WiFi and VPNs
This is going to be a fairly detailed post into my recent WiFi home broadband problems, how I solved it and then how I layered on a VPN and what I learnt from the process.
TL,DR
Buy a Netgear AC1900 R7000 (the router, not the router modem). This will kill competitor WiFi. At this point home WiFi went from a few meg around the house to a solid 100+mb is all rooms.
Get an AirVPN.org account. Tunnelblick is a nice mac client. When run directly on my Mac, I'll get ~60mb broadband at home (so a 3/5ths reduction).
Firmware patch the router with DD-WRT (which is relatively straightforward). Then enable the VPN service (detailed in this post). The speeds with the VPN enabled on router are about 20mb, which seems about as fast as the router can do the software encryption.
Part 1: Home broadband problems
In recent months the internet at home has been pretty terrible given that our connection is supposed to be 100mb and upwards.
We'd been complaining for a long time over several support phone calls, but in the last call, the support technician decided to actually share some real knowledge with me. He seemed to pick up from my language that I was technical so it seemed to unlock his inner geek with me, and for it, I'm much more knowledgeable about how WiFi works.
Bad WiFi != Bad connectivity
The problem is (generally) the WiFi radio bands are saturated.

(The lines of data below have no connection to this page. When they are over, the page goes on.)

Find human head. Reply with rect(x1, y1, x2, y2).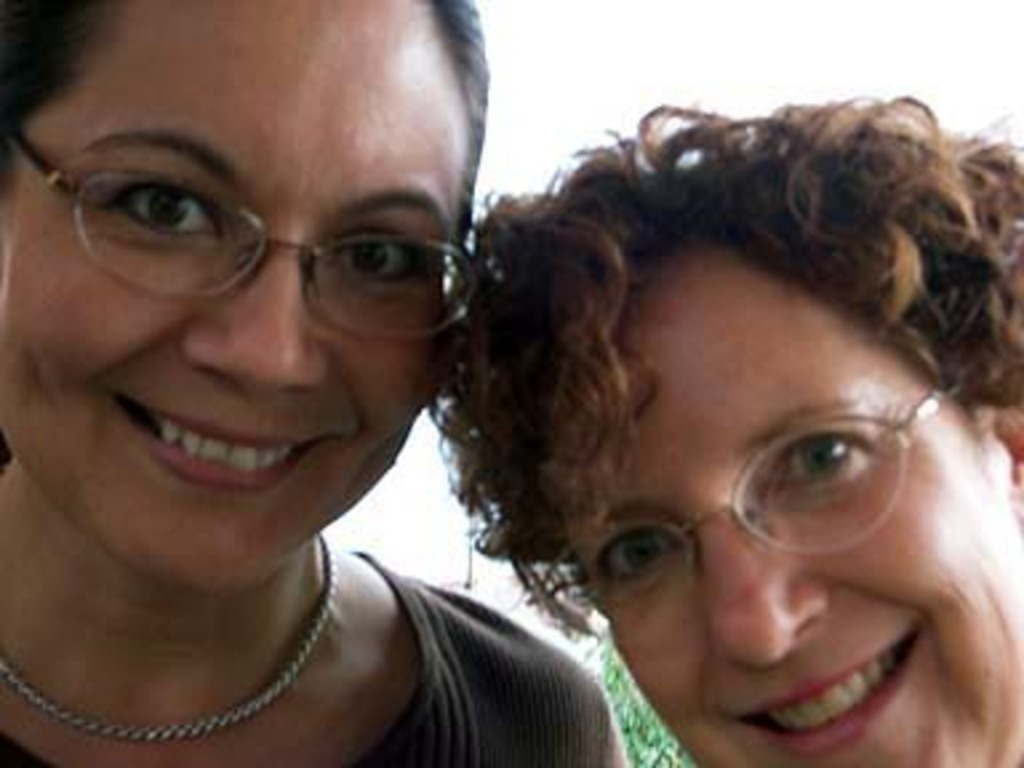
rect(536, 149, 1021, 765).
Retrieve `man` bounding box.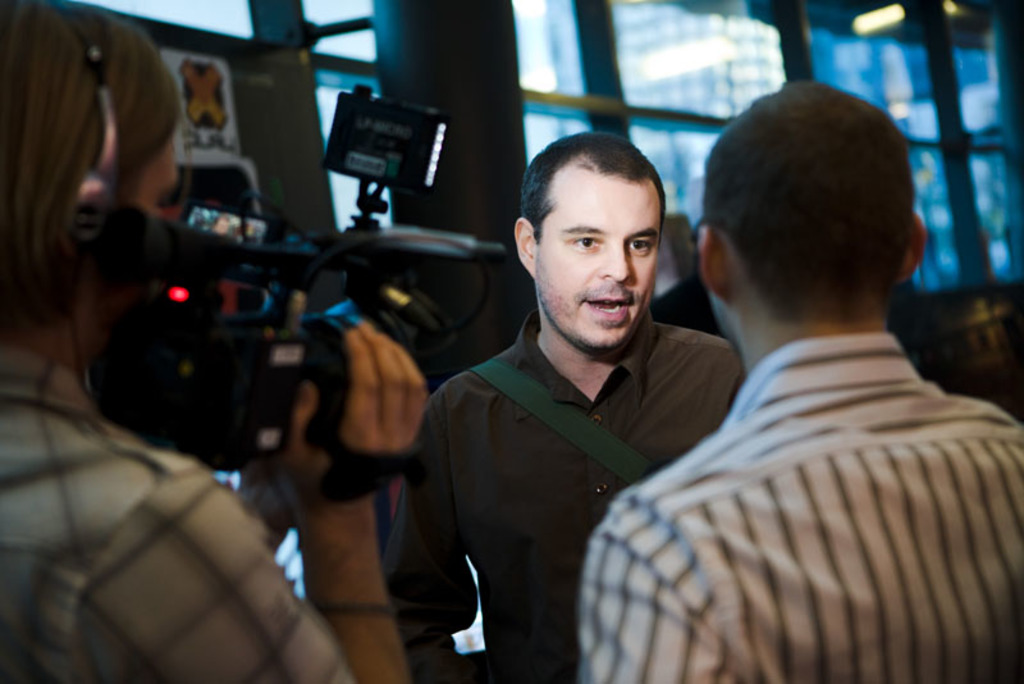
Bounding box: select_region(586, 85, 1023, 683).
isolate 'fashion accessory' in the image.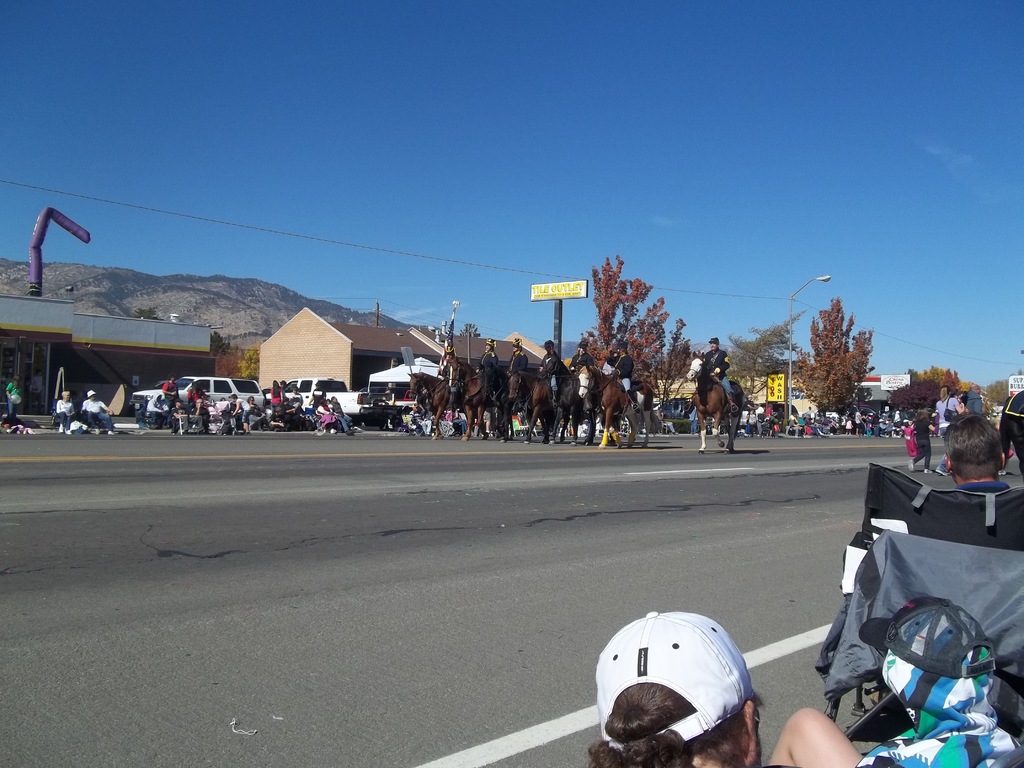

An easy way to rule out the internet connection and be sure that WiFi is the problem is: plug into your home modem via (patch) cable and run a speed test.
I found immediately that the speeds jumped from a couple of meg over WiFi to a good 80+mb over cable.
The technician then rattled off a list of other non-wifi devices that compete for the same radio airwaves:
- Bluetooth
- Microwaves
- Portable phones (extenuated when they're out of their cradles)
- The neighbours!
It also didn't help that I had a bag of 10 Bluetooth beacons between the WiFi modem and the area which I work from.
Using the Android tool, Wifi Analzier (also on Windows, and similiar-ish for Mac) I would check the status around the house. At the most, I counted 10 networks from one spot in the house (note that this picture is after I fixed my wifi, so normally "sharp-wifi" would be at the same strength, if not lower, on the chart):
Fixing the signal
There's a couple of solutions that I employed. Firstly I bought a pack of basic powerline adapters (which also included two RJ45 cables) and I hardwired the TV to the modem. This fixed the problem of not being able to stream things like Netflix to the TV.